Baucalis
Baucalis, also called Boukolou,
Coptic Church tradition holds that the city of Alexandria was evangelized for the first time by St. Mark. The first Christians there built a church for Mark at Baucalis. According to tradition, St. Mark was attacked by a crowd of pagans on Easter Sunday 68 AD in the Church at Baucalis, dragged through the streets and martyred. His followers were able to save his body and place it in a tomb under the altar of the church.[5] The Acts of St. Mark report that the church of Baucalis was "built in the area beside the sea under the crags called 'Boukolou'." There is some indication that the church was built on the site of an earlier shrine to Serapis.[6]
Coptic tradition also tells that his body was still at Baucalis as late as 311 AD, when
Pope Peter of Alexandria was martyred at the same site.[7] According to the Martyrdom of St. Peter (Acta or Passio Sancti Petri), the tribunes who would later have him beheaded allowed him to first visit the tomb of St. Mark at "the place called Boukolou." He prayed to St. Mark for his intercession, that he might be martyred joyously. After exiting the tomb, the tribunes beheaded him in an area just south of Mark's martyrium.[2]
Later, Patriarchs of Alexandria were elected at the Church of Baucalis, as the oldest church in the city.[8] The original church of Baucalis was abandoned around the fifth century, and its exact historic location is unknown. Some speculation centers on the area around the current location of the 1920s era College of St. Mark.[2]
Eusebius of Caesarea.[9]
References
- ISBN 0-8018-8541-8. Retrieved 2 January 2015.
- ^ ISBN 978-0-567-02610-1, retrieved 2013-01-30
- ISBN 978-0-300-11555-0, retrieved 2013-01-30
- JSTOR 1583805
- ISBN 978-0-307-42394-8, retrieved 2013-01-30
- ISBN 978-3-11-022471-9, retrieved 2013-01-30
- ISBN 9789772014965, retrieved 2013-01-30
- JSTOR 1508784
- ^ CATHOLIC ENCYCLOPEDIA: Arius Retrieved 17 January 2013.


Exercise details:
For this exercise, repeat the records below exactly and omit every picture.

(Interface dataset entries)

_ _ _ _ _ _ _

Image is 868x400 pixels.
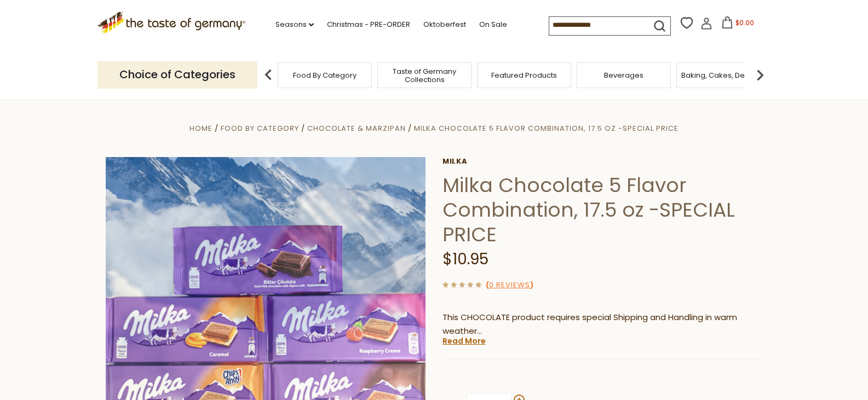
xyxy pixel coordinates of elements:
[479,19,507,31] a: On Sale
[489,279,530,291] a: 0 Reviews
[442,157,763,166] a: Milka
[442,248,488,270] span: $10.95
[307,123,406,134] a: Chocolate & Marzipan
[190,123,212,134] a: Home
[258,64,279,86] img: previous arrow
[442,336,486,346] a: Read More
[604,71,643,80] a: Beverages
[714,16,761,33] button: $0.00
[491,71,557,80] a: Featured Products
[442,173,763,247] h1: Milka Chocolate 5 Flavor Combination, 17.5 oz -SPECIAL PRICE
[380,67,468,84] a: Taste of Germany Collections
[293,71,356,80] a: Food By Category
[442,311,763,338] p: This CHOCOLATE product requires special Shipping and Handling in warm weather
[423,19,466,31] a: Oktoberfest
[486,279,534,290] span: ( )
[735,18,754,27] span: $0.00
[681,71,766,80] a: Baking, Cakes, Desserts
[275,19,314,31] a: Seasons
[327,19,410,31] a: Christmas - PRE-ORDER
[749,64,771,86] img: next arrow
[220,123,299,134] a: Food By Category
[414,123,678,134] a: Milka Chocolate 5 Flavor Combination, 17.5 oz -SPECIAL PRICE
[98,61,258,88] p: Choice of Categories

_ _ _ _ _ _ _

Result of this task:
Image is 868x400 pixels.
xyxy pixel coordinates of elements:
[479,19,507,31] a: On Sale
[489,279,530,291] a: 0 Reviews
[442,157,763,166] a: Milka
[442,248,488,270] span: $10.95
[307,123,406,134] a: Chocolate & Marzipan
[190,123,212,134] a: Home
[258,64,279,86] img: previous arrow
[442,336,486,346] a: Read More
[604,71,643,80] a: Beverages
[714,16,761,33] button: $0.00
[491,71,557,80] a: Featured Products
[442,173,763,247] h1: Milka Chocolate 5 Flavor Combination, 17.5 oz -SPECIAL PRICE
[380,67,468,84] a: Taste of Germany Collections
[293,71,356,80] a: Food By Category
[442,311,763,338] p: This CHOCOLATE product requires special Shipping and Handling in warm weather
[423,19,466,31] a: Oktoberfest
[486,279,534,290] span: ( )
[735,18,754,27] span: $0.00
[681,71,766,80] a: Baking, Cakes, Desserts
[275,19,314,31] a: Seasons
[327,19,410,31] a: Christmas - PRE-ORDER
[749,64,771,86] img: next arrow
[220,123,299,134] a: Food By Category
[414,123,678,134] a: Milka Chocolate 5 Flavor Combination, 17.5 oz -SPECIAL PRICE
[98,61,258,88] p: Choice of Categories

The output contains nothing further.